The 1962 win found her a place in the Guinness records for the highest percentage of votes polled for a candidate in a parliamentary election. Then US President John F. Kennedy even introduced her as “the woman with (the) most staggering majority that anyone has ever earned in an election”.
However, her opposition to the Congress earned her the wrath of Indira Gandhi, who, in 1971, withdrew the privy purse. The Rajmata even had to spend five months in Delhi’s Tihar Jail during Emergency, allegedly for flouting tax laws.
She retired from politics after that, but continued to work for social causes.
She often said Jaipur was transforming, but not for the better. In 2008, she protested on the pavement with slum dwellers against unauthorised constructions, which, she said, were ruining the city’s skyline.
She also complained about the rampant tree felling by the land mafia.
These public appearances notwithstanding, the Rajmata led a largely secluded life, ensconced in her spacious and beautiful residence, Lily Pool, on the Rambagh Palace estate. She owned a stud farm, liked riding and playing tennis and squash, and tending to her fleet of vintage cars — a Bentley being her favourite.
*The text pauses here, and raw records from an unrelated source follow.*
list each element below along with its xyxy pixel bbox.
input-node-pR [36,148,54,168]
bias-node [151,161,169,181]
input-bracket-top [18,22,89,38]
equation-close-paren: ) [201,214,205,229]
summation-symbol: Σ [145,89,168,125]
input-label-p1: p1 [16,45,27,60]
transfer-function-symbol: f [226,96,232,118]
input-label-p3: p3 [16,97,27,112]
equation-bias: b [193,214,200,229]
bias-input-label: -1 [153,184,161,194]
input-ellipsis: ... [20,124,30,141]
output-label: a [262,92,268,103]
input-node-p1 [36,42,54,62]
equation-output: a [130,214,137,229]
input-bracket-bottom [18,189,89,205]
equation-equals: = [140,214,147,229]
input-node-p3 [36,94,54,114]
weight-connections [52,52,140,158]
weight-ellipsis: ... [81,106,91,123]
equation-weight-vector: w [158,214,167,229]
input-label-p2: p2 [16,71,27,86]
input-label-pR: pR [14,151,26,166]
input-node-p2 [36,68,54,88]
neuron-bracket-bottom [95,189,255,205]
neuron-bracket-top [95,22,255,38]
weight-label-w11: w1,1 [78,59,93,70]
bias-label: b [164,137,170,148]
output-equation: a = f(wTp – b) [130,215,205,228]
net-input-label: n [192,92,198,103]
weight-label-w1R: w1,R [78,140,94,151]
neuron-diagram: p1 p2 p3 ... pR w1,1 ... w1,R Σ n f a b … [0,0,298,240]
She had been living alone since her husband died in 1970 while playing polo. She lived apart from her stepson, the present Maharaja, Brigadier Bhawani Singh, and spent English summers coinciding with the racing season in London, where she owned properties in Ascot and a town house in Mayfair.
Her loneliness grew when her only son Jagat Singh, a gifted photographer who stayed mostly in Europe, passed away in 1997 in London.